Ovarian Cancer Clinical Trial Helps Grandmother Feel Stable During a Difficult Year

Carol Brown, 80, has been through quite a turbulent 2020. Her much-beloved pastimes, including playing violin in a senior orchestra, book groups, and weekly church services, are now virtual due to the COVID-19 pandemic. The Boston-area resident had to cancel a March trip to visit family out west, and she spent the summer packing up and selling the home she lived in for nearly 50 years.

Through all the changes, however, one thing in Brown’s life has remained stable: her ovarian cancer treatment. On a clinical trial since November 2018, she takes daily medication at home and goes in every two weeks for infusions at the Susan F. Smith Center for Women’s Cancers at Dana-Farber/Brigham and Women’s Cancer Center.

“It sounds a little strange, but everything in this part of my life is under control,” says Brown. “My treatment has been wonderful this year.”

Carol Brown celebrating Thanksgiving 2019 with her then-four grandchildren.

Recurrences and rebounds

The road was not always easy for Brown. When she was first diagnosed in 2014, she underwent chemotherapy, a hysterectomy, and then more chemotherapy at Dana-Farber. Her hair fell out, and she was very fatigued, but in time the cancer went into remission. Brown regained her strength and resumed her active lifestyle of swimming and boating with her family.

Then, in mid-2018, Brown began losing weight. She grew concerned and went to see her oncologist, Panos Konstantinopoulos, MD, PhD. Testing confirmed that the cancer had returned.

It was time for a new treatment approach, Konstantinopoulos determined. In the years since Brown’s first diagnosis, new discoveries had led to new offerings for patients like her.

It has long been known that people who carry inherited mutations in BRCA1BRCA2, and other BRCA-related genes (known as “DNA repair genes”) have a markedly increased risk of developing certain cancers — particularly breast, ovarian, pancreatic, and prostate cancers — during their lifetimes. By the time of Brown’s recurrence, Konstantinopoulos and fellow physician-researchers had discovered something new: Many cancers can acquire mutations in the BRCA and other related DNA-repair genes only in their tumor cells, even if the patient was not born with the genetic mutation.

This was the case for Brown, who has what is known as a somatic BRCA mutation. As a result, she started on a BRCA-focused clinical trial that included drugs known as PARP inhibitors — which are most effective against tumors with cells carrying harmful mutations in the BRCA genes. In this trial, explains Konstantinopoulos, a PARP inhibitor was combined with immunotherapy based on work performed at Dana-Farber showing that PARP inhibitors and immunotherapy have more than additive effects against tumors with cells carrying harmful mutations in the BRCA genes.

The trial quickly brought Brown’s cancer back under control. And, unlike with her earlier treatments, she has never felt tired or lost her hair.

“Most of my friends don’t even know I’m back in cancer treatment unless I tell them,” she says.

Carol Brown in Barcelona with her daughter Louisa and her family in 2019.

New center targets BRCA genes

Because the importance of BRCA genes has become increasingly evident in the risk, growth, and treatment of cancer, Dana-Farber has launched a new center of excellence — the Center for BRCA and Related Genes — dedicated to the care for, prevention of and research into BRCA-related cancers.

“Recent research at Dana-Farber and other leading cancer centers has identified genetic defects in BRCA-related tumors that make them vulnerable to new effective treatments,” says Konstantinopoulos, director of Translational Research, Gynecologic Oncology at Dana-Farber and director of the new center. “The rapid accumulation of insights into DNA repair genes in an expanding array of cancers, and the development of new and emerging targeted therapies exploiting defects in DNA repair, provide the perfect opportunity for a dedicated comprehensive center to help accelerate progress.”

Patients visiting the new center will be evaluated by an appropriate designated expert Dana-Farber physician, with a genetics evaluation as needed. Teams of specialists will work closely together to offer patients the latest therapies and clinical services, including access to innovative clinical trials. There will be a particular focus on overcoming developed resistance to chemotherapy, targeted agents, and DNA repair inhibitors.

The end goal will be more patients with outcomes like Brown, who recently got to hug her newest grandchild for the first time.

“I’m very thankful for these last 18 months,” Brown says. “They have allowed me to continue living my life to the fullest.”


ASSIGNMENT: Report each line of the entries that contains the word "Image", copied in full.

##### ENTRIES PROVIDED

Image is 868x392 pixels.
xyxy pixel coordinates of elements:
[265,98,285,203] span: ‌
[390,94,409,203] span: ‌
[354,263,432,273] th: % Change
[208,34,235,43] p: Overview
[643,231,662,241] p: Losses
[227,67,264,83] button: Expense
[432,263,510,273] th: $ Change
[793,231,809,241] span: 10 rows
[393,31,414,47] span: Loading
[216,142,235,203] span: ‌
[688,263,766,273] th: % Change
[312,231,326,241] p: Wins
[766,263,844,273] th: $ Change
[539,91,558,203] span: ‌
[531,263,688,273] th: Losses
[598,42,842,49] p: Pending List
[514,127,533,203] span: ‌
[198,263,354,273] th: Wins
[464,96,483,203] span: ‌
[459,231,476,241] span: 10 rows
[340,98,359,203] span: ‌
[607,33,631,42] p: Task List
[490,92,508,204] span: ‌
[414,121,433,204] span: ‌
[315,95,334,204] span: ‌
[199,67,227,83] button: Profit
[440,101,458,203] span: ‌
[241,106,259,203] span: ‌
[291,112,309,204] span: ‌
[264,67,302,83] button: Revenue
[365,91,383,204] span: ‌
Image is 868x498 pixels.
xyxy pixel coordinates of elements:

##########
##### ENTRIES PROVIDED

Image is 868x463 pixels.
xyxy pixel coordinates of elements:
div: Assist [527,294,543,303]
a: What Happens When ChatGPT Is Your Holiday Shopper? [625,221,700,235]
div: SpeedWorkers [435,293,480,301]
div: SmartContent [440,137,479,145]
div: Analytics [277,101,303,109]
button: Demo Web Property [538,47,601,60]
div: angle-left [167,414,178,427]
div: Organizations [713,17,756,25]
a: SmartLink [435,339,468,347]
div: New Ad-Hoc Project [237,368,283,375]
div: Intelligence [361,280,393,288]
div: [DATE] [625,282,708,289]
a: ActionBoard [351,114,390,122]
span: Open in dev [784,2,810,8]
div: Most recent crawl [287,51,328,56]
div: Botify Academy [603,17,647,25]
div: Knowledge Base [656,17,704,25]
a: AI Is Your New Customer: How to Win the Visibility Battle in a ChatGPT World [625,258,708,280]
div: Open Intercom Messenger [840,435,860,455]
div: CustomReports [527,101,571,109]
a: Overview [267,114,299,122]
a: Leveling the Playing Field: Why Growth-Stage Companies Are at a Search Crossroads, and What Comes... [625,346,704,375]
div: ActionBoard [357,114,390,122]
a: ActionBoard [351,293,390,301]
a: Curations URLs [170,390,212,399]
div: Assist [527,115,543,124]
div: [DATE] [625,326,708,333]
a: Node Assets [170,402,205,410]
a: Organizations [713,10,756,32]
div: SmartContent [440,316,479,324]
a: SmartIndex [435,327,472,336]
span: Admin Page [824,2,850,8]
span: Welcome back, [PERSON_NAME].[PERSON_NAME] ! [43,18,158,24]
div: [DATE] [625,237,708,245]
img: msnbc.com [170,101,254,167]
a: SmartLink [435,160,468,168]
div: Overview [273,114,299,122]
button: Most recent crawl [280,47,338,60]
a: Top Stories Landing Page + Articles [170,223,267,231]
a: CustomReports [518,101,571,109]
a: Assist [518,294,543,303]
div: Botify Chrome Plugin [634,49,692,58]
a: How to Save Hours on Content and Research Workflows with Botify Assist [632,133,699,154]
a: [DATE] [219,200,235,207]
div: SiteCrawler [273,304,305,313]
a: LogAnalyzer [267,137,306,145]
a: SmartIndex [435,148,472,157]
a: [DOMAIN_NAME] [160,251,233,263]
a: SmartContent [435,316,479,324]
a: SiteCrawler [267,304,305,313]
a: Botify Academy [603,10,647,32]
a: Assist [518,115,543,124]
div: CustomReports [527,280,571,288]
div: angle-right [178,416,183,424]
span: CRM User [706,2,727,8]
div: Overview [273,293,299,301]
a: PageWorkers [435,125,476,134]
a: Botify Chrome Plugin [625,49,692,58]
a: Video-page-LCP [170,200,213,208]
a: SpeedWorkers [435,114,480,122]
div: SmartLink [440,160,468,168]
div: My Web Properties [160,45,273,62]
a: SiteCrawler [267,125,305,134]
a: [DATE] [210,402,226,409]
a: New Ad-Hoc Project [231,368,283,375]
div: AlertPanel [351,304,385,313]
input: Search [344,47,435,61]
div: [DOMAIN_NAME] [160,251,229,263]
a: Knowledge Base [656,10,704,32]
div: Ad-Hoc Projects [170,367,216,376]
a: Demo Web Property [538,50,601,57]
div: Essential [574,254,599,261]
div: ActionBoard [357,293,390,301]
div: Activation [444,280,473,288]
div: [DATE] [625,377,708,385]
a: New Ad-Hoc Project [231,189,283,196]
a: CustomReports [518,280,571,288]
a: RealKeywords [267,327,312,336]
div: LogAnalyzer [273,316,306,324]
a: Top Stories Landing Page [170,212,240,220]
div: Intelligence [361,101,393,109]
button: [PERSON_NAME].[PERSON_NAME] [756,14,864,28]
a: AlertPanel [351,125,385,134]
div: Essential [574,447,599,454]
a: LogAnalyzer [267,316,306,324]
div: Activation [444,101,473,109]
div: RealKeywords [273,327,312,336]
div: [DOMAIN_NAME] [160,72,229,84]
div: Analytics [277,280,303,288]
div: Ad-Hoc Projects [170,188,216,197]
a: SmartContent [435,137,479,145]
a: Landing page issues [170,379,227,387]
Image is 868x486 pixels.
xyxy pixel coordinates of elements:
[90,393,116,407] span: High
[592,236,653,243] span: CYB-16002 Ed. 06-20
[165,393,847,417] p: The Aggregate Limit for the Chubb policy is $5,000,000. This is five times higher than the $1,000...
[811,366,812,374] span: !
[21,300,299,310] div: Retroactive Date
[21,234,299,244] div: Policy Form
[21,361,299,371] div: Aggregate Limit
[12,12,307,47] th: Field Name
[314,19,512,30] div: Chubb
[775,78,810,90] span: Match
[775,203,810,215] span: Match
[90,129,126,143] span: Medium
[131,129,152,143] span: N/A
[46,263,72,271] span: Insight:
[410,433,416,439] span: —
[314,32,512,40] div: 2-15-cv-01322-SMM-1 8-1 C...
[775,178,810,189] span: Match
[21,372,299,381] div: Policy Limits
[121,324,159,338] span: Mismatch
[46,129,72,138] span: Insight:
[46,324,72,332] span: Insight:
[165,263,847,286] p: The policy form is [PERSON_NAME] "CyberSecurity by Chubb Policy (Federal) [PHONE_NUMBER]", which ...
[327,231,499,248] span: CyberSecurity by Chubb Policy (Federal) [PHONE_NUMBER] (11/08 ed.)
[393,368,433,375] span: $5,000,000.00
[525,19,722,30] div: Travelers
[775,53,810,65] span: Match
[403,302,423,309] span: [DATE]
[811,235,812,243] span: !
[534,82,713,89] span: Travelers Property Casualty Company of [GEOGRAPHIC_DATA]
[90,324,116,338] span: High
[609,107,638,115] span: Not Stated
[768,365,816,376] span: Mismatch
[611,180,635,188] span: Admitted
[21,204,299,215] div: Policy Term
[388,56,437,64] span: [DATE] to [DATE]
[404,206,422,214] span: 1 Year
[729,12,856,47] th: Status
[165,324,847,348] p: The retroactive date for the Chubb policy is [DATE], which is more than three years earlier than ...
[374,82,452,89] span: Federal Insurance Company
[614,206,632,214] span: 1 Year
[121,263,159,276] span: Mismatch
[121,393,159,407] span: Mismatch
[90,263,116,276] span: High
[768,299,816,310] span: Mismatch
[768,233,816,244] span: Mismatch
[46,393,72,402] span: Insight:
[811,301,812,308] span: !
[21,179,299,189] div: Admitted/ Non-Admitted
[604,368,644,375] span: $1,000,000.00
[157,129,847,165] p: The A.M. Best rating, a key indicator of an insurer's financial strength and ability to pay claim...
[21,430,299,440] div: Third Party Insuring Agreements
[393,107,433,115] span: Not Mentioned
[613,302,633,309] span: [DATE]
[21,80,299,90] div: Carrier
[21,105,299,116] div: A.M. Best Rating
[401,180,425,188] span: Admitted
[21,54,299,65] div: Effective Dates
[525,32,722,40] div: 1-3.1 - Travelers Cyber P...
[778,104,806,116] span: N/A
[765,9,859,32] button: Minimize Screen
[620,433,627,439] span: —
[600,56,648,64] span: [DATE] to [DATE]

##########
##### ENTRIES PROVIDED

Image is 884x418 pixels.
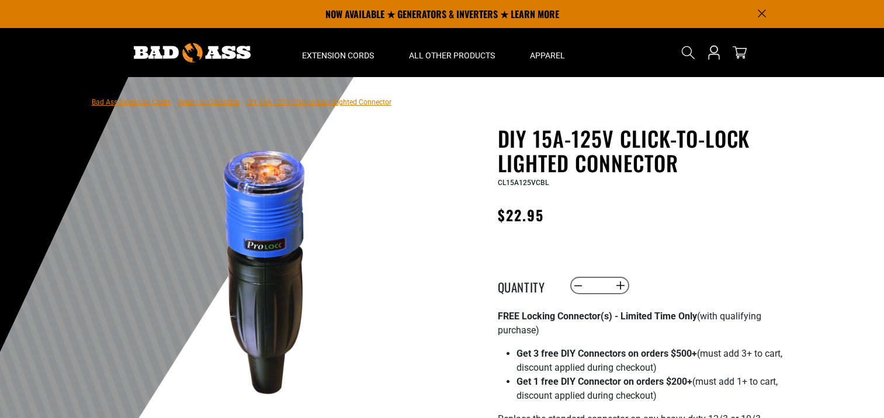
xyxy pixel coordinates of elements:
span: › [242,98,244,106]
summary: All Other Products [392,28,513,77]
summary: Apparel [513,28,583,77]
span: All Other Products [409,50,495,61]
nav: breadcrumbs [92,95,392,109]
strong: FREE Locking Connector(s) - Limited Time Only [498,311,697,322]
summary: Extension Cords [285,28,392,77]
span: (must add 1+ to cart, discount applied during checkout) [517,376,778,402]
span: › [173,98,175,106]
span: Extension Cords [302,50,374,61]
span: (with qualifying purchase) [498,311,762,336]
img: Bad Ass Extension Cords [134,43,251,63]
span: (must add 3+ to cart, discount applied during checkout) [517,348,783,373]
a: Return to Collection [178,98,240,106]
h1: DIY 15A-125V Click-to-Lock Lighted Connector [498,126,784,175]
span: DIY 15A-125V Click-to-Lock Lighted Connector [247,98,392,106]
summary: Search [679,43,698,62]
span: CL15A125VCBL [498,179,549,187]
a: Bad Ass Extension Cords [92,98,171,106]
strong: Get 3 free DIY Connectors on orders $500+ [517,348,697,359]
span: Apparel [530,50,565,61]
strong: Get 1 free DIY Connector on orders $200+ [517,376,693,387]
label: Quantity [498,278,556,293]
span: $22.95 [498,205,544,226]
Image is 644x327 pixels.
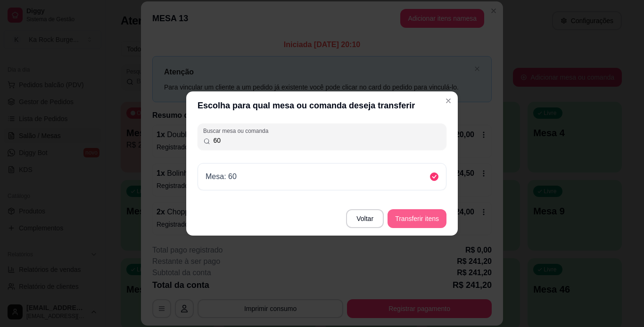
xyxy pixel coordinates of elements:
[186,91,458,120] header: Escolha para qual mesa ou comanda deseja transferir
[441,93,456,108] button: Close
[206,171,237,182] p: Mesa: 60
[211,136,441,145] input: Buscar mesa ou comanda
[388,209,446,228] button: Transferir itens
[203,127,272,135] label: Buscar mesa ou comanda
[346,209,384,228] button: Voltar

##########

RESPONSE:
Image is 868x392 pixels.
Image is 868x498 pixels.
Image is 868x463 pixels.
Image is 868x486 pixels.
Image is 884x418 pixels.
Image is 644x327 pixels.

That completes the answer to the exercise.